Real Estate Investment Trusts are among the most successful retail investment products in US financial history. Created by Congress in 1960, REITs own income-producing real estate, must distribute at least 90% of taxable income to shareholders, and provide ordinary investors access to commercial real estate returns through publicly traded shares. The US REIT market exceeds $1.4T in market capitalization across 200+ publicly listed companies.
Tokenized REITs seek to preserve the REIT structure’s tax and diversification advantages while adding blockchain-native features: fractional sub-share ownership, programmable automatic distributions, 24/7 trading capability, and potentially deeper liquidity through DeFi integration.
The REIT Structure Preserved
A tokenized REIT begins as a standard REIT — a corporation or trust that elects REIT status under IRS rules. The REIT requirements are non-negotiable: at least 75% of total assets must be real estate, at least 75% of gross income must derive from real estate sources, and at least 90% of taxable income must be distributed to shareholders annually. These requirements determine the REIT’s tax treatment (pass-through of income to shareholders without corporate-level tax) and are preserved in a tokenized structure.
The tokenization layer sits above the REIT structure: beneficial interests in the REIT are tokenized on a blockchain. Token holders own REIT shares; the REIT’s distribution obligation runs to them as token holders.
Regulatory Options
Full S-11 Registration (Public REIT): A REIT registered under the Securities Act using Form S-11 can sell shares to all investors. To tokenize, the REIT would need a mechanism to record share ownership on-chain that satisfies DTC (DTCC’s depository) requirements for publicly listed securities. No public REIT has yet completed a full tokenization of its publicly listed shares, though several have explored blockchain-based shareholder recordkeeping.
Regulation D (Private REIT): Restricts sales to accredited investors, no dollar cap. The most accessible regulatory pathway for tokenized private REIT structures. Several platforms have experimented with private REIT interests tokenized via Reg D, similar to tokenized real estate equity.
Regulation A+ Tier 2: Allows up to $75M in annual sales to non-accredited investors after SEC qualification. Tier 2 preempts state Blue Sky registration, making national retail distribution feasible without state-by-state approval. This is the most likely regulatory pathway for a retail-accessible tokenized REIT.
Comparison to Tokenized Direct Real Estate
Tokenized direct real estate (RealT, Lofty, Arrived) gives investors exposure to individual properties. Tokenized REITs give exposure to diversified portfolios — multiple properties across geographies and property types. REITs also carry established legal precedent, professional management, and the 90% distribution mandate.
Traditional publicly listed REITs already solve the access problem: shares trade on NYSE from $10 to $200 per share, with REIT ETFs available at any brokerage. The incremental value of a tokenized public REIT (vs. buying the same REIT on NYSE) is minimal — the access problem is already solved by public markets.
Tokenized private REITs offer the strongest value proposition: institutional-quality private real estate portfolios accessible at lower minimums ($10,000 vs. $250,000+), with blockchain-enabled quarterly distributions and a secondary market that is more accessible than traditional non-traded REIT redemption programs.
Distribution Mechanics
Tokenized REIT distributions can be automated via smart contracts — quarterly or monthly income distributions sent directly to token holders’ wallets without requiring them to check their brokerage account, reinvestment elections, or payment processor intermediaries. For tax purposes, distributions retain their character (ordinary income, return of capital, or capital gains) and must be reported on 1099-DIV — no regulatory change to REIT tax treatment has occurred.
Obstacles to Scale
The primary obstacle is regulatory pathway clarity. SEC has not issued guidance on tokenized REIT structures specifically. Each new tokenized REIT must structure carefully around existing securities law. Additionally, REIT governance requirements — independent board, audit committee, regular financial reporting — add compliance overhead that small tokenized real estate platforms may struggle to maintain. Large REIT operators (Prologis, Equinix, Realty Income) have not yet moved to tokenize existing structures, though technology pilots continue.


• **Work request**
Reproduce the entries below exactly, but leave the pictures out.

=====

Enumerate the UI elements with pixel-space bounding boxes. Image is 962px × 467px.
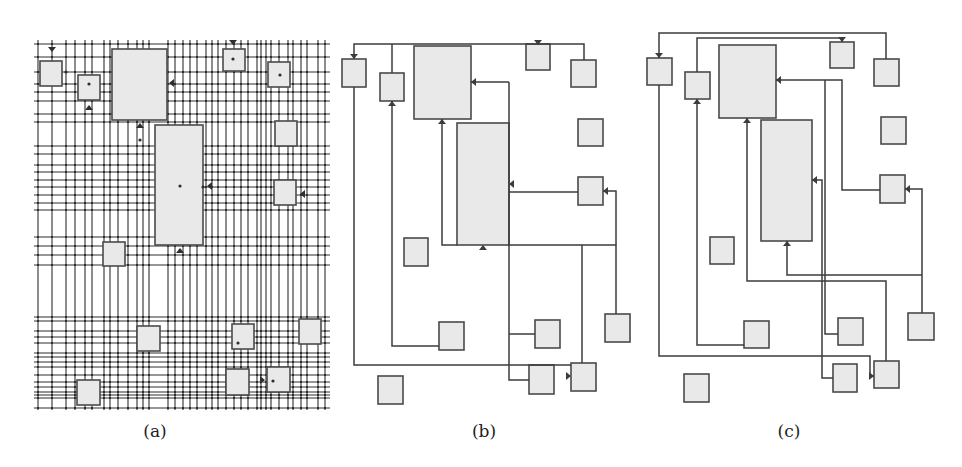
pin-dot (138, 138, 141, 141)
circuit-block (267, 367, 290, 392)
circuit-block (719, 45, 776, 118)
circuit-block (535, 320, 560, 348)
circuit-block (881, 117, 906, 144)
circuit-block (380, 73, 404, 101)
pin-dot (87, 82, 90, 85)
circuit-block (647, 58, 672, 85)
arrow-head-icon (48, 47, 56, 52)
circuit-block (744, 321, 769, 348)
circuit-block (908, 313, 934, 340)
circuit-block (78, 75, 100, 100)
routed-wire (392, 101, 439, 346)
arrow-head-icon (260, 376, 265, 384)
routed-wire (812, 180, 833, 378)
panel-a (34, 40, 330, 410)
circuit-block (529, 365, 554, 394)
caption-a: (a) (143, 421, 166, 441)
circuit-block (880, 175, 905, 203)
routed-wire (825, 80, 838, 334)
arrow-head-icon (207, 182, 212, 190)
pin-dot (231, 57, 234, 60)
panel-b (342, 40, 630, 404)
circuit-block (684, 374, 709, 402)
routed-wire (787, 241, 922, 275)
routed-wire (603, 191, 616, 245)
arrow-head-icon (169, 79, 174, 87)
routed-wire (697, 99, 744, 345)
circuit-block (342, 59, 366, 87)
routing-figure (0, 0, 962, 467)
circuit-block (761, 120, 812, 241)
circuit-block (112, 49, 167, 120)
circuit-block (571, 363, 596, 391)
circuit-block (457, 123, 509, 245)
caption-b: (b) (472, 421, 496, 441)
pin-dot (64, 70, 67, 73)
circuit-block (526, 44, 550, 70)
circuit-block (685, 72, 710, 99)
circuit-block (874, 59, 899, 86)
circuit-block (404, 238, 428, 266)
pin-dot (201, 185, 204, 188)
routed-wire (905, 189, 922, 313)
circuit-block (274, 180, 296, 205)
circuit-block (414, 46, 471, 119)
circuit-block (378, 376, 403, 404)
circuit-block (710, 237, 734, 264)
circuit-block (830, 42, 854, 68)
panel-c (647, 33, 934, 402)
pin-dot (236, 341, 239, 344)
routed-wire (509, 245, 529, 380)
circuit-block (578, 119, 603, 146)
circuit-block (605, 314, 630, 342)
circuit-block (226, 369, 249, 395)
circuit-block (578, 177, 603, 205)
pin-dot (271, 379, 274, 382)
pin-dot (278, 73, 281, 76)
circuit-block (299, 319, 321, 344)
circuit-block (103, 242, 125, 266)
circuit-block (874, 361, 899, 388)
circuit-block (571, 60, 596, 87)
circuit-block (439, 322, 464, 350)
circuit-block (40, 61, 62, 86)
circuit-block (232, 324, 254, 349)
routed-wire (442, 119, 457, 245)
circuit-block (77, 380, 100, 405)
pin-dot (178, 184, 181, 187)
caption-c: (c) (778, 421, 801, 441)
circuit-block (833, 364, 857, 392)
circuit-block (275, 121, 297, 146)
circuit-block (838, 318, 863, 345)
circuit-block (137, 326, 160, 351)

=====

• **Solution for this task**
Enumerate the UI elements with pixel-space bounding boxes. Image is 962px × 467px.
pin-dot (138, 138, 141, 141)
circuit-block (267, 367, 290, 392)
circuit-block (719, 45, 776, 118)
circuit-block (535, 320, 560, 348)
circuit-block (881, 117, 906, 144)
circuit-block (380, 73, 404, 101)
pin-dot (87, 82, 90, 85)
circuit-block (647, 58, 672, 85)
arrow-head-icon (48, 47, 56, 52)
circuit-block (744, 321, 769, 348)
circuit-block (908, 313, 934, 340)
circuit-block (78, 75, 100, 100)
routed-wire (392, 101, 439, 346)
arrow-head-icon (260, 376, 265, 384)
routed-wire (812, 180, 833, 378)
panel-a (34, 40, 330, 410)
circuit-block (529, 365, 554, 394)
caption-a: (a) (143, 421, 166, 441)
circuit-block (880, 175, 905, 203)
routed-wire (825, 80, 838, 334)
arrow-head-icon (207, 182, 212, 190)
pin-dot (231, 57, 234, 60)
panel-b (342, 40, 630, 404)
circuit-block (684, 374, 709, 402)
routed-wire (787, 241, 922, 275)
routed-wire (603, 191, 616, 245)
arrow-head-icon (169, 79, 174, 87)
routed-wire (697, 99, 744, 345)
circuit-block (342, 59, 366, 87)
routing-figure (0, 0, 962, 467)
circuit-block (761, 120, 812, 241)
circuit-block (112, 49, 167, 120)
circuit-block (571, 363, 596, 391)
circuit-block (457, 123, 509, 245)
caption-b: (b) (472, 421, 496, 441)
pin-dot (64, 70, 67, 73)
circuit-block (526, 44, 550, 70)
circuit-block (685, 72, 710, 99)
circuit-block (874, 59, 899, 86)
circuit-block (404, 238, 428, 266)
pin-dot (201, 185, 204, 188)
routed-wire (905, 189, 922, 313)
circuit-block (274, 180, 296, 205)
circuit-block (414, 46, 471, 119)
circuit-block (378, 376, 403, 404)
circuit-block (710, 237, 734, 264)
circuit-block (830, 42, 854, 68)
panel-c (647, 33, 934, 402)
pin-dot (236, 341, 239, 344)
routed-wire (509, 245, 529, 380)
circuit-block (578, 119, 603, 146)
circuit-block (605, 314, 630, 342)
circuit-block (226, 369, 249, 395)
circuit-block (578, 177, 603, 205)
pin-dot (271, 379, 274, 382)
pin-dot (278, 73, 281, 76)
circuit-block (299, 319, 321, 344)
circuit-block (103, 242, 125, 266)
circuit-block (874, 361, 899, 388)
circuit-block (571, 60, 596, 87)
circuit-block (439, 322, 464, 350)
circuit-block (40, 61, 62, 86)
circuit-block (232, 324, 254, 349)
routed-wire (442, 119, 457, 245)
circuit-block (77, 380, 100, 405)
pin-dot (178, 184, 181, 187)
caption-c: (c) (778, 421, 801, 441)
circuit-block (833, 364, 857, 392)
circuit-block (275, 121, 297, 146)
circuit-block (838, 318, 863, 345)
circuit-block (137, 326, 160, 351)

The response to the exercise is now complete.